Just about everyone has endured the frustration of their cell phone running out of power before they get a chance to recharge, and although electric cars are growing in popularity, they remain limited by how far they can drive before their battery runs out of juice. Indeed, the energy density of batteries—how much energy they pack in a given mass or volume—has been a major challenge for consumer electronics, electric vehicles, and renewable energy sources.
New advances at Caltech may go a long way toward improving things. Researchers working in the lab of Julia R. Greer have made a discovery that could lead to lithium-ion batteries that are both safer and more powerful. Their findings provide guidance for how lithium-ion batteries, one of the most common kinds of rechargeable batteries, can safely hold up to 50 percent more energy.
Conventional lithium-ion batteries use graphite to make up the anode, the electrode at which current enters a battery cell. Graphite has been the material of choice for this task for 30 years because it is light, stable, affordable, and can endure the rigors of countless battery cycles. But there are better materials for the job, says Greer, Caltech's Ruben F. and Donna Mettler Professor of Materials Science, Mechanics and Medical Engineering, and Fletcher Jones Foundation Director of the Kavli Nanoscience Institute—if only some technical challenges can be overcome.
"Every power-requiring application would benefit from batteries with lithium instead of graphite anodes because they can power so much more," she says. "Lithium is lightweight, it doesn't occupy much space, and it's tremendously energy dense."
But here is the problem with lithium metal: When a battery is run through many charge–discharge cycles, the lithium naturally forms dendrites, crystals that create a kind of branching tree-like structure. During battery charging, dendrites grow uncontrollably in a lithium-metal cell and can act like tiny wires that short-circuit and kill the battery as they penetrate the system.

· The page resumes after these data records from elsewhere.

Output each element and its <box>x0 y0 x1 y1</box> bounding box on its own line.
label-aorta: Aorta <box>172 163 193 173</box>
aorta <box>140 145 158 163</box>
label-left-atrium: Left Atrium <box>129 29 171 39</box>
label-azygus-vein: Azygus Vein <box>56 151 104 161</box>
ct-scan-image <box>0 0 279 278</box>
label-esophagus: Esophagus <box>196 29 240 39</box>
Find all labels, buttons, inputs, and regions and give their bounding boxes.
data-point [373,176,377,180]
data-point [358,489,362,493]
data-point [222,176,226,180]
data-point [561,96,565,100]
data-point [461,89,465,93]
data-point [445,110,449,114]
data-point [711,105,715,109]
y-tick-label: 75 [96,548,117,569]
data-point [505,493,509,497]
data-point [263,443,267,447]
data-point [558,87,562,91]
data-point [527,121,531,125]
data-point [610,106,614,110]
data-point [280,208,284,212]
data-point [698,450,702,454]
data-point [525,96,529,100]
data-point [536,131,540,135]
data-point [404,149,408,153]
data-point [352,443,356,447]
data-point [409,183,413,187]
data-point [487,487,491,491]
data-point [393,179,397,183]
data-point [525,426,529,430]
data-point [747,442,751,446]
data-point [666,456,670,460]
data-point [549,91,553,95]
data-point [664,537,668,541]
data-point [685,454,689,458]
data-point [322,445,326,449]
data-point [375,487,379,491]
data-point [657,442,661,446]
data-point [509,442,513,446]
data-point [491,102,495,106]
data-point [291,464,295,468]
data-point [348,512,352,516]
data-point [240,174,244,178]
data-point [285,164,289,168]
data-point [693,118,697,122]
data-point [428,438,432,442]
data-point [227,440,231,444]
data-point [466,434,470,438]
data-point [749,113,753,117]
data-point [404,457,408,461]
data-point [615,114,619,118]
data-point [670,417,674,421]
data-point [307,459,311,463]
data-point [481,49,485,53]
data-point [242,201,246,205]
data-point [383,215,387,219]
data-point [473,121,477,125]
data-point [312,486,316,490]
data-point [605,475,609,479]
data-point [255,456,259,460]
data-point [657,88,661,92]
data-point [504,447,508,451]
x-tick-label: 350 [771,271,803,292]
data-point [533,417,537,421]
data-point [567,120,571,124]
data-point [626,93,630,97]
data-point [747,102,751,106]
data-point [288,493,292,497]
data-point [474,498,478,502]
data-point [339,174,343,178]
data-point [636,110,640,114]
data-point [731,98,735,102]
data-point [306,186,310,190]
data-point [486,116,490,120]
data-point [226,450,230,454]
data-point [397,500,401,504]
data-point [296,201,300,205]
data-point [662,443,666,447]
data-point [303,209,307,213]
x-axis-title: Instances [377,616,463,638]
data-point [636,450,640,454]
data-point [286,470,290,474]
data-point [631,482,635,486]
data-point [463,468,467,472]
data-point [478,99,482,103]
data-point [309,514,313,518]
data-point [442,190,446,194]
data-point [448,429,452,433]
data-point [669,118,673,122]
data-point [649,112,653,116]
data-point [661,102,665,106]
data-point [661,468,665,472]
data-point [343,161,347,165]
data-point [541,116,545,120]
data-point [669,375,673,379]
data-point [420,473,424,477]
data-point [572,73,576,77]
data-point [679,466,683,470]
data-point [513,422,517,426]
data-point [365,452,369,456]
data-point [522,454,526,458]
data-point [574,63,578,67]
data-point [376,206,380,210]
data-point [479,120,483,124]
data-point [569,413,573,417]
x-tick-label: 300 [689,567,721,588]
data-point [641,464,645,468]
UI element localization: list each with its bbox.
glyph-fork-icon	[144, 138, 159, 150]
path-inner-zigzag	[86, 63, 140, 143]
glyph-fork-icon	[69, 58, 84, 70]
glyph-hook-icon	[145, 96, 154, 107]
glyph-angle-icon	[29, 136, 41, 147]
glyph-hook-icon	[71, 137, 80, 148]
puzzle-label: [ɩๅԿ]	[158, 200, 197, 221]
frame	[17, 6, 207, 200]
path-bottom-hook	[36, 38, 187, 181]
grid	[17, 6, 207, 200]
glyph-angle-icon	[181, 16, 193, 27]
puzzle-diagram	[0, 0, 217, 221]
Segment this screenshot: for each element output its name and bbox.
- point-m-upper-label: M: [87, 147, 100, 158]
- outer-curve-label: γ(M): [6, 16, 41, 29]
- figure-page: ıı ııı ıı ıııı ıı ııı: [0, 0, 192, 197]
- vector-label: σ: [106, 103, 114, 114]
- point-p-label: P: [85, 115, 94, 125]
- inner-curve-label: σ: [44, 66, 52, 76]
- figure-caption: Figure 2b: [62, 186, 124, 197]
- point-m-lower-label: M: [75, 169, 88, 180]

Researchers have long sought new ways to prevent this growth, Greer says. One possible method is to physically press something against the lithium metal to suppress the dendrites. Whereas typical lithium-ion batteries have a liquid electrolyte—the substance that separates the two battery electrodes and through which the lithium ions move—batteries that use a solid electrolyte could, in theory, apply enough mechanical pressure to hold back the dendrites.
Yet in study after study of batteries with solid electrolytes, the dendrites still grew.
Greer, who is also an affiliated faculty member of the Tianqiao and Chrissy Chen Institute for Neuroscience at Caltech, suspected that the solid electrolytes were not strong enough to resist dendrite growth because researchers had underestimated the strength of dendrites, whose dimensions are at the nanometer scale; they lowballed it because macroscopic lithium is a relatively soft metal comparable to lead and tin. Metals, she says, can be as much as 100 times stronger at a small scale than they are at a larger scale.
"If you think of jewelry, like gold or copper, it's very malleable. You're able to easily deform it with your own hands," says Greer, who specializes in studying mechanical properties of materials at the nanoscale. "But when you reduce the dimensions of the same metals, you can get more than an order of magnitude increase in strength."
In 2015, Greer and her colleagues carved tiny pillars of lithium and tested their resilience, and found that they were at least an order of magnitude stronger than had been believed. That experimental setup did not completely reflect the way lithium dendrites behave in a real battery, Greer says. To more accurately emulate this, she and her collaborators, including Greer lab alumnus Michael Citrin and postdoctoral scholar Heng Yang, as well as Simon Nieh from Front Edge Technology, built a battery designed to grow pure lithium dendrites that are very similar to those that would form in batteries. These dendrites, the researchers found, are 24 times stronger than bulk lithium.
Julia Greer's new research demonstrates the remarkable strength of lithium at the nanoscale, where growing "dendrites" can short-circuit or otherwise damage a battery cell. (credit: Julia Greer / Caltech)
With that information, researchers now have a better idea of what is required to make a lithium-anode battery work. This represents a major research challenge, Greer says, because polymers and ceramics, the materials commonly used for solid electrolytes, both have drawbacks. Most polymers are too soft to withstand dendrite growth, while ceramics are prone to crack under the pressures exerted by dendrites.
With these new findings, scientists have a starting point. "This is as relevant to battery research as it gets, a true manifestation of how much fundamental research is relevant to technological advances," she says.
The research is described in a paper in the journal MRS Bulletin titled, "From Ion to Atom to Dendrite: Formation and Nanomechanical Behavior of Electrodeposited Lithium." Other authors include Simon K. Nieh of Front Edge Technology, Joel Berry of the University of Pennsylvania and Lawrence Livermore National Laboratory, Wenpei Gao and Xiaoqing Pan of UC Irvine, and David J. Srolovitz of the City University of Hong Kong. The work was funded by the Advanced Research Projects Agency-Energy (ARPA-E) and the U.S. Department of Energy.